The latest research suggesting that human evolution has sped up dramatically in the last 10,000 years strikes me at first glance as potentially among the most important discoveries of our time. It affects so much that we have come to know, or think we have come to know. It definitely impacts the race and IQ debate, as well as very basic questions about human nature. The data is still preliminary and sketchy; and my skepticism is primed. But if it's true, it's a huge change in human self-understanding:
"Ten thousand years ago, no one on planet Earth had blue eyes," Hawks notes, because that geneOCA2had not yet developed. "We are different from people who lived only 400 generations ago in ways that are very obvious; that you can see with your eyes."
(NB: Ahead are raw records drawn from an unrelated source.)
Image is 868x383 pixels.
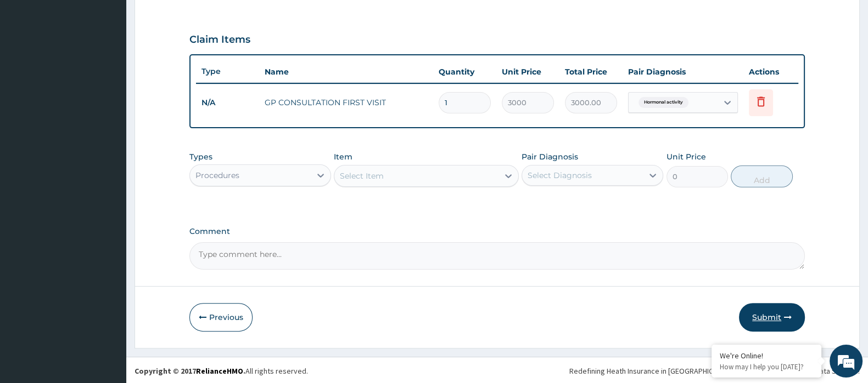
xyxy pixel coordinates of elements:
[21,55,44,82] img: d_794563401_company_1708531726252_794563401
[189,34,250,46] h3: Claim Items
[731,166,792,187] button: Add
[497,61,560,83] th: Unit Price
[719,351,813,361] div: We're Online!
[522,151,578,162] label: Pair Diagnosis
[623,61,744,83] th: Pair Diagnosis
[195,170,239,181] div: Procedures
[64,119,151,229] span: We're online!
[528,170,592,181] div: Select Diagnosis
[181,5,206,32] div: Minimize live chat window
[744,61,798,83] th: Actions
[667,151,706,162] label: Unit Price
[259,91,434,114] td: GP CONSULTATION FIRST VISIT
[189,304,252,332] button: Previous
[135,367,245,376] strong: Copyright © 2017 .
[560,61,623,83] th: Total Price
[569,366,859,377] div: Redefining Heath Insurance in [GEOGRAPHIC_DATA] using Telemedicine and Data Science!
[434,61,497,83] th: Quantity
[189,227,805,236] label: Comment
[719,362,813,372] p: How may I help you today?
[5,261,209,300] textarea: Type your message and hit 'Enter'
[339,171,383,181] div: Select Item
[196,61,259,82] th: Type
[196,92,259,113] td: N/A
[739,304,805,332] button: Submit
[57,61,185,76] div: Chat with us now
[259,61,434,83] th: Name
[333,151,352,162] label: Item
[196,367,244,376] a: RelianceHMO
[638,97,688,108] span: Hormonal activity
[189,153,212,162] label: Types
Comparing the amount of genetic differentiation between humans and our closest relatives, chimpanzees, suggests that the pace of change has accelerated to 10 to 100 times the average long-term rate, the researchers write in Proceedings of the National Academy of Sciences USA.
Not all populations show the same evolutionary speed. For example, Africans show a slightly lower mutation rate. "Africans haven't had to adapt to a fundamentally new climate," because modern humanity evolved where they live, Cochran says. "Europeans and East Asians, living in environments very different from those of their African ancestors and early adopters of agriculture, were more maladapted, less fitted to their environments."